WENZHOU —The giant residences along the river are still there, and the rich here haven’t stopped showing off their sports cars along the People’s avenue. But don’t be fooled: Wenzhou is facing tough times.
Known throughout China for its powerful businessmen and investors, this city of three million, located 250 kilometers south of Shanghai, is facing a crushing lack of liquidity.
A taxi driver, Mr. Xu, wants to set the world straight about Wenzhou’s image as a rich city. It’s a city with lots of regular people, he explains. And they’re having a rough go of it right now. “Here, the rich speculate on everything, even on apricots. But if they have 10 empty apartments, we have nothing at all.”
In the past couple of months, even the wealthy in Wenzhou have had troubles. They’ve been touched by the national credit crunch. The municipal police announced on Sept. 27 that the owner of a shoe company committed suicide, and that 29 other entrepreneurs fled the city. Those fleeing business owners were unable to repay loans they had contracted in the city’s underground banking system, according to police.
This is partially due to Beijing’s change in credit policies in fall 2010. The changes aimed to stem inflation, but also led to tightening of credit, especially in the real estate market. The central bank’s interest rates have risen three times since the first of January. Commercial banks prefer to lend to large, public companies, which have implicit state support. They have far less interest in working with small or medium-sized private enterprises.
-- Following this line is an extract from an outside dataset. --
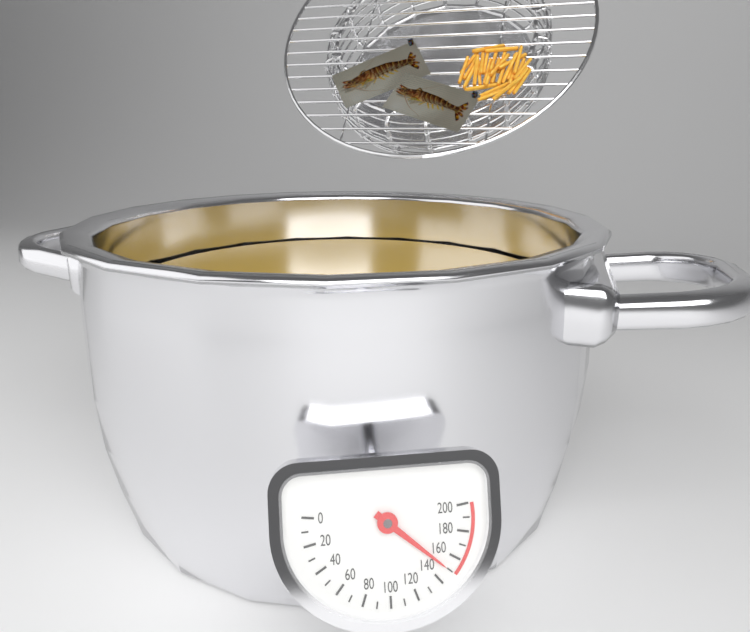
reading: 150 (no unit)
But ever since China’s economic liberalization began, Wenzhou’s specialty has been its development of the private sector. The city learned how to get by, in spite of being far from the central regions like Beijing, Shanghai and Canton that are favored by the central government for investment. Businesspeople borrowed money from private credit circles or invested in real estate collectively.
“These collective purchases allow businesspeople to negotiate from a position of strength and to make larger investments,” says Gao Haoxiang, from the ‘real estate agency” of the daily paper “Wenzhou Evening.” The local paper specializes in organizing these groups of investors through real estate classified ads.
Credit is drying up
Mr. Gao says the new rigor of credit requirements has only reinforced the underground finance system. “More and more loans are being made between private individuals, but the interests rates are much higher than bank loans,” he says.
The costs of financing a business in Wenzhou have risen by up to 50% since 2010, according to the local Small Business Association. That has pushed some into bankruptcy. On Sept. 21, police had to stop a demonstration of creditors in front of the headquarters of Center Group, a bankrupt optical lens producer. The company owes approximately 150 million euros. Its director, Hu Fulin, has apparently left town.
Wenzhou is still considered a key city on the cutting edge of China’s private sector. But the rest of the country frequently criticizes the city’s investors for being too speculative. For example, they were extremely active in Shanghai’s real estate market “because the prices were high there and everybody thought that it was a fruitful investment market,” says Gao.
Wenzhou’s chamber of commerce is registered all over China, even in the region of Aksu, in China’s far north-west near the border with Kyrgyzstan.
The credit crunch is forcing investors to pull in their sails, or to start looking elsewhere. In August, a survey conducted by Wenzhou’s primary chamber of commerce showed that 80% of its 40,000 members there thinking about reducing their investments in the real estate markets in Shanghai and Beijing, where prices have leveled off in the past couple of months.